Ilenia Pastorelli wears the titular dark glasses and holds a walking cane while sitting on a park bench with Asia Argento in Dario Argento's Dark Glasses.
Vision Distribution

From a plot and character perspective, Dark Glasses feels right at home with gialli of the early ’70s. In fact, it bears more than a little resemblance to Argento’s own The Cat o’ Nine Tails from 1971. It’s a little ridiculous, but certainly much less ridiculous than many other of Argento’s own films. It’s got sex, it’s got violence; I don’t know if you remember, but it has a dog. Not only that, but it has a Goblin-esque score from Arnaud Rebotini and effects from frequent collaborator Sergio Stivaletti. This is what you want from an Argento movie… to a point.

What feels sorely lacking here are the directorial flourishes that made Argento the legend he is. Dark Glasses is 86 minutes, far shorter than most of the director’s best work. Those movies relish in the murder set pieces, luxuriate in artifice of cinematic carnage. This one does not. It’s bare bones, right to the point, and allows the characters to move the story. It’s not a bad thing, by any means, but for those expecting or hoping for a return to form, a giallo to rival his heyday, it might be a bit of a disappointment.

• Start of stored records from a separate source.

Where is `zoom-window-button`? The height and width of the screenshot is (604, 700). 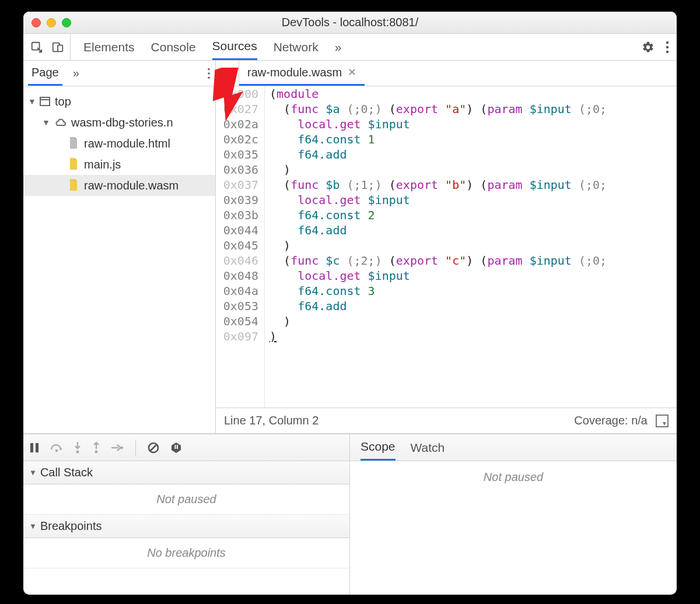
zoom-window-button is located at coordinates (66, 23).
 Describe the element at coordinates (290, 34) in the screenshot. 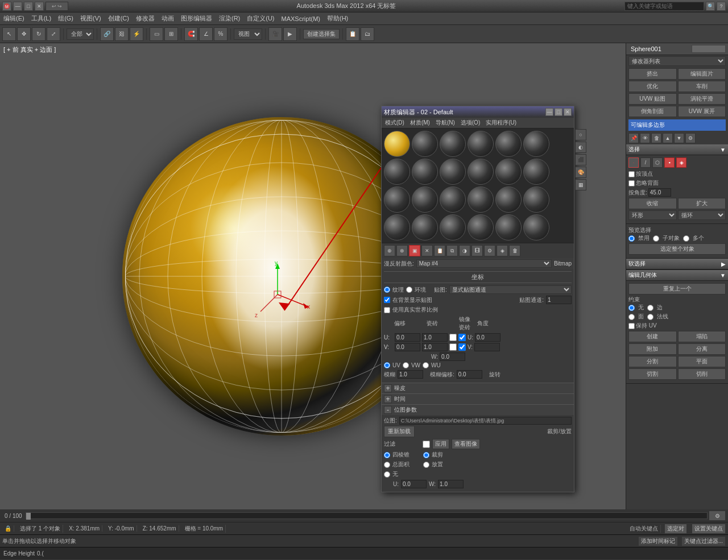

I see `render-btn: ▶` at that location.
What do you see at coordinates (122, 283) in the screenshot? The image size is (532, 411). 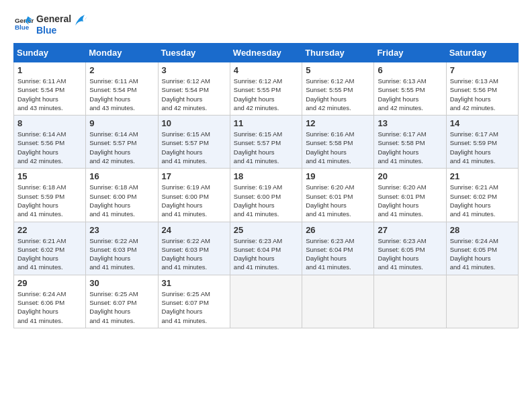 I see `day-number: 30` at bounding box center [122, 283].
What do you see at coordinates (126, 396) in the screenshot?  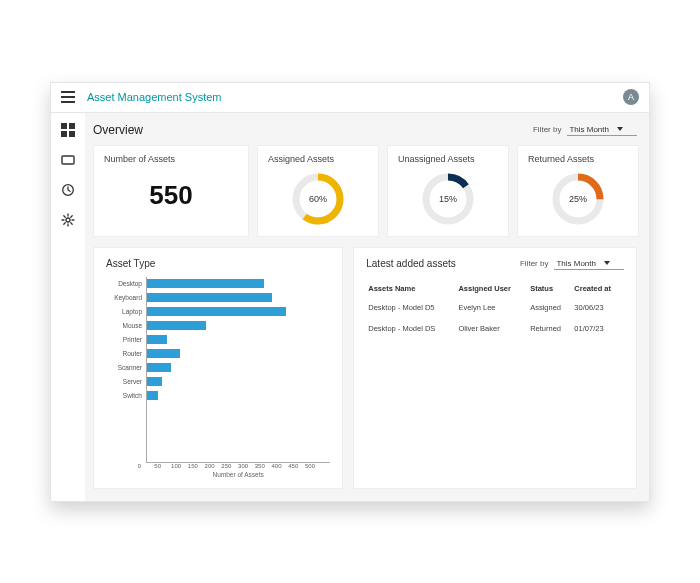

A shadowy figure brandishes a blade in Dario Argento's Dark Glasses.
Vision Distribution

Argento’s last truly good film in my opinion was 2001’s Sleepless. That’s 21 years for people counting. He hasn’t made a passable movie since 2007. With the bar that low, Dark Glasses more than surpasses it. Truly I’m just relieved the director made a decent movie again. I’ll gladly take a modest Argento outing at this point. At least we know he’s still got the spark.